As discussed indifferent email, my vintage machine has multiple hard drives.  The bad drive has the Linux root partition. The old, but working, drives have the windows OS, so I couldsimply buy a new SATA drive and re-install Debian per #1.

I also was wondering about Windows recommending a back up. Re-thinking, I realize that a lot of MS offers to help arejust “feel goods”. Like the pop-up that says I have a high-speedUSB device in a low-speed port and offering to find a fasterconnection. It searches, says none found. Then opens the samepop-up 5 minutes later. Same for the one that says that the disk(partition) is full, but “cleanup” has already been done.

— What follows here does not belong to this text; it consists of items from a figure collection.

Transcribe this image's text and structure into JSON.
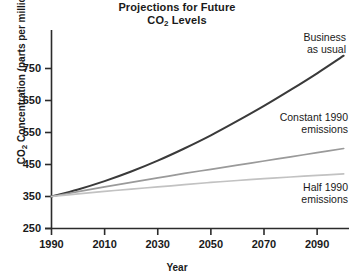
{
  "chart_data": {
    "type": "line",
    "title": "Projections for Future CO2 Levels",
    "title_line1": "Projections for Future",
    "title_line2_pre": "CO",
    "title_line2_sub": "2",
    "title_line2_post": " Levels",
    "xlabel": "Year",
    "ylabel_pre": "CO",
    "ylabel_sub": "2",
    "ylabel_post": " Concentration (parts per million)",
    "ylabel": "CO2 Concentration (parts per million)",
    "x": [
      1990,
      2000,
      2010,
      2020,
      2030,
      2040,
      2050,
      2060,
      2070,
      2080,
      2090,
      2100
    ],
    "xticks": [
      "1990",
      "2010",
      "2030",
      "2050",
      "2070",
      "2090"
    ],
    "xtick_values": [
      1990,
      2010,
      2030,
      2050,
      2070,
      2090
    ],
    "yticks": [
      "250",
      "350",
      "450",
      "550",
      "650",
      "750"
    ],
    "ytick_values": [
      250,
      350,
      450,
      550,
      650,
      750
    ],
    "xlim": [
      1990,
      2102
    ],
    "ylim": [
      250,
      790
    ],
    "grid": false,
    "legend_position": "inline-right",
    "series": [
      {
        "name": "Business as usual",
        "label_line1": "Business",
        "label_line2": "as usual",
        "color": "#3a3a3a",
        "values": [
          350,
          372,
          398,
          428,
          462,
          500,
          541,
          586,
          633,
          683,
          735,
          790
        ]
      },
      {
        "name": "Constant 1990 emissions",
        "label_line1": "Constant 1990",
        "label_line2": "emissions",
        "color": "#9a9a9a",
        "values": [
          350,
          365,
          380,
          394,
          408,
          422,
          435,
          448,
          461,
          474,
          487,
          500
        ]
      },
      {
        "name": "Half 1990 emissions",
        "label_line1": "Half 1990",
        "label_line2": "emissions",
        "color": "#c2c2c2",
        "values": [
          350,
          358,
          366,
          373,
          380,
          387,
          394,
          400,
          406,
          411,
          416,
          421
        ]
      }
    ]
  }
}
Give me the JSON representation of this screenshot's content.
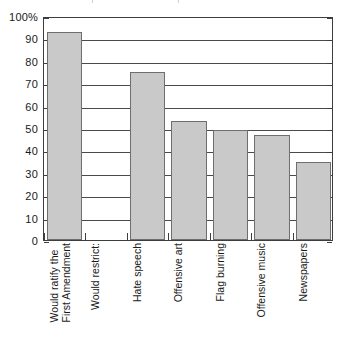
{
  "chart_data": {
    "type": "bar",
    "title": "",
    "subtitle": "",
    "xlabel": "",
    "ylabel": "",
    "ylim": [
      0,
      100
    ],
    "ytick_values": [
      0,
      10,
      20,
      30,
      40,
      50,
      60,
      70,
      80,
      90,
      100
    ],
    "ytick_labels": [
      "0",
      "10",
      "20",
      "30",
      "40",
      "50",
      "60",
      "70",
      "80",
      "90",
      "100%"
    ],
    "grid": true,
    "grid_axis": "y",
    "legend": false,
    "legend_position": "none",
    "categories": [
      "Would ratify the First Amendment",
      "Would restrict:",
      "Hate speech",
      "Offensive art",
      "Flag burning",
      "Offensive music",
      "Newspapers"
    ],
    "category_lines": [
      [
        "Would ratify the",
        "First Amendment"
      ],
      [
        "Would restrict:"
      ],
      [
        "Hate speech"
      ],
      [
        "Offensive art"
      ],
      [
        "Flag burning"
      ],
      [
        "Offensive music"
      ],
      [
        "Newspapers"
      ]
    ],
    "values": [
      93,
      null,
      75,
      53,
      49,
      47,
      35
    ],
    "bar_color": "#c9c9c9",
    "bar_edge_color": "#6e6e6e",
    "axis_color": "#3d3d3d",
    "gridline_color": "#4a4a4a",
    "background_color": "#ffffff"
  },
  "axis": {
    "y_labels": [
      {
        "text": "100%",
        "value": 100
      },
      {
        "text": "90",
        "value": 90
      },
      {
        "text": "80",
        "value": 80
      },
      {
        "text": "70",
        "value": 70
      },
      {
        "text": "60",
        "value": 60
      },
      {
        "text": "50",
        "value": 50
      },
      {
        "text": "40",
        "value": 40
      },
      {
        "text": "30",
        "value": 30
      },
      {
        "text": "20",
        "value": 20
      },
      {
        "text": "10",
        "value": 10
      },
      {
        "text": "0",
        "value": 0
      }
    ]
  }
}
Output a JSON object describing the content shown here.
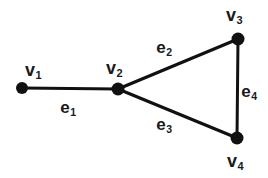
{
  "figure": {
    "name": "undirected-graph-diagram",
    "background_color": "#ffffff",
    "stroke_color": "#111111",
    "text_color": "#1a1a1a",
    "width": 268,
    "height": 178
  },
  "vertices": [
    {
      "id": "v1",
      "label": "v",
      "sub": "1",
      "cx": 22,
      "cy": 88,
      "r": 6.0,
      "label_x": 33,
      "label_y": 70
    },
    {
      "id": "v2",
      "label": "v",
      "sub": "2",
      "cx": 118,
      "cy": 89,
      "r": 6.5,
      "label_x": 114,
      "label_y": 68
    },
    {
      "id": "v3",
      "label": "v",
      "sub": "3",
      "cx": 238,
      "cy": 39,
      "r": 6.5,
      "label_x": 234,
      "label_y": 15
    },
    {
      "id": "v4",
      "label": "v",
      "sub": "4",
      "cx": 237,
      "cy": 138,
      "r": 6.5,
      "label_x": 235,
      "label_y": 161
    }
  ],
  "edges": [
    {
      "id": "e1",
      "label": "e",
      "sub": "1",
      "from": "v1",
      "to": "v2",
      "x1": 22,
      "y1": 88,
      "x2": 118,
      "y2": 89,
      "stroke_width": 3.0,
      "label_x": 68,
      "label_y": 107
    },
    {
      "id": "e2",
      "label": "e",
      "sub": "2",
      "from": "v2",
      "to": "v3",
      "x1": 118,
      "y1": 89,
      "x2": 238,
      "y2": 39,
      "stroke_width": 3.2,
      "label_x": 164,
      "label_y": 47
    },
    {
      "id": "e3",
      "label": "e",
      "sub": "3",
      "from": "v2",
      "to": "v4",
      "x1": 118,
      "y1": 89,
      "x2": 237,
      "y2": 138,
      "stroke_width": 3.2,
      "label_x": 164,
      "label_y": 124
    },
    {
      "id": "e4",
      "label": "e",
      "sub": "4",
      "from": "v3",
      "to": "v4",
      "x1": 238,
      "y1": 39,
      "x2": 237,
      "y2": 138,
      "stroke_width": 3.0,
      "label_x": 249,
      "label_y": 91
    }
  ],
  "labels": {
    "v1": "v",
    "v1_sub": "1",
    "v2": "v",
    "v2_sub": "2",
    "v3": "v",
    "v3_sub": "3",
    "v4": "v",
    "v4_sub": "4",
    "e1": "e",
    "e1_sub": "1",
    "e2": "e",
    "e2_sub": "2",
    "e3": "e",
    "e3_sub": "3",
    "e4": "e",
    "e4_sub": "4"
  }
}
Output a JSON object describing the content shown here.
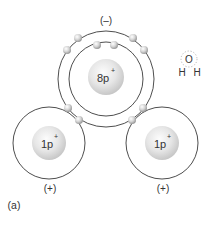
{
  "figure": {
    "panel_label": "(a)",
    "colors": {
      "orbit": "#3a3a3a",
      "nucleus_light": "#fafafa",
      "nucleus_dark": "#c8c8c8",
      "electron_light": "#ffffff",
      "electron_dark": "#9a9a9a",
      "text": "#333333"
    },
    "oxygen": {
      "nucleus_label": "8p",
      "nucleus_charge_sup": "+",
      "charge_label": "(–)",
      "center": [
        106,
        79
      ],
      "nucleus_radius": 18,
      "shells": [
        37,
        48
      ],
      "electrons": [
        {
          "shell": "inner",
          "x": 97,
          "y": 45
        },
        {
          "shell": "inner",
          "x": 114,
          "y": 45
        },
        {
          "shell": "outer",
          "x": 78,
          "y": 38
        },
        {
          "shell": "outer",
          "x": 67,
          "y": 50
        },
        {
          "shell": "outer",
          "x": 133,
          "y": 38
        },
        {
          "shell": "outer",
          "x": 144,
          "y": 50
        },
        {
          "shell": "shared",
          "x": 68,
          "y": 108
        },
        {
          "shell": "shared",
          "x": 79,
          "y": 120
        },
        {
          "shell": "shared",
          "x": 132,
          "y": 120
        },
        {
          "shell": "shared",
          "x": 143,
          "y": 108
        }
      ]
    },
    "hydrogens": [
      {
        "nucleus_label": "1p",
        "nucleus_charge_sup": "+",
        "charge_label": "(+)",
        "center": [
          49,
          143
        ],
        "shell_radius": 36,
        "nucleus_radius": 17
      },
      {
        "nucleus_label": "1p",
        "nucleus_charge_sup": "+",
        "charge_label": "(+)",
        "center": [
          162,
          143
        ],
        "shell_radius": 36,
        "nucleus_radius": 17
      }
    ],
    "molecule_icon": {
      "oxygen_symbol": "O",
      "hydrogen_symbol_left": "H",
      "hydrogen_symbol_right": "H"
    }
  }
}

There are probably better save and recovery choices.

Back to hardwareoptions:

A. While I have thebox open, replace the mother board and get newer CPU. After a bit ofresearch, there are so many options that should go someplace likeCentral Computer or Zareason or ??? to make sure all of the piecesare compatible. 

B. Buy assembledlaptop or desktop. Expect that the MSRP for a laptop should be morethan a desktop. 

If it wasn’t BlackFriday, I would just get a SATA drive. Maybe I can find a gooddiscount on a machine that is just old enough to have good Linuxsupport. Other emails recommended getting a chip set that is abouta year old.


























    On Wednesday, November 21, 2018, 7:37:41 PM PST, Rick Moen <rick at linuxmafia.com> wrote:  
 
 Quoting Paul Zander (paulz at ieee.org):


... deleted discussion of disk diagnostics.

If memory serves, there is a fairly easy way to create an optical disc
image housing the contents of the 'recovery partition', so that you have
at least that half-measure reinstallation software on something tht
won't go 'Pfft!' if the hard drive fails.  Of course, the time and
trouble and (tiny) expense of burning the DVD is on you, and only an
insignificant percentage of MS-Windows users think to do so -- before
the hard drive fails or becomes unreliable, at which point, oops, it's
too late.

What is a 'recovery' image or partition?  This is a deliberately
reduced-functionality MS-Windows installer that offers no installation
options, e.g., doesn't permit you to state how to partition the target
hard drive and which existing partitions to leave alone.  Instead, IIRC,
it blows away 100% of the existing contents and all filesystems on the
target drive and reconstructs the hard drive contents exactly the way
the hard drive was partitioned and loaded by the OEM.  This means the
'recovery' installer will blow away alternative-OS contents on that
drive, and will reinstall MS-Windows 7 plus all of the 'ratware'
third-party junk and advertising that the OEM accepted money to throw
into the bundle.


More of what you really didn't want to hear:  When your PC was
brand-new, it was strongly in your interest to stop and think:  'Where's
my off-system means of reinstalling the operating system and (any)
bundled software?  I.e., where's my master installation copy of the
software I'm paying for?'  Any time you pay for proprietary software, 
you're supposed to receive a reinstallable master copy, either on an
optical disc (sometimes with an activation code), or possibly as a
downloadable installable set of file (sometimes with an activation
code).  This being something you paid to acquire, and knowing that
accidents happen to computers (including but not limited to failing hard
drives and malware), you make sure you have the complete means to
reinstall that software from scratch tucked away somewhere off-system,
right?  Like on a DVD scrawled with the activation code (if any) in
Sharpie on the front?

So, where's your offsystem installable copy of MS-Windows 7, the OS 
you paid for as part of your once-new PC?  What is your plan of action
when, not if, the hard drive it's OEM-installed onto fails?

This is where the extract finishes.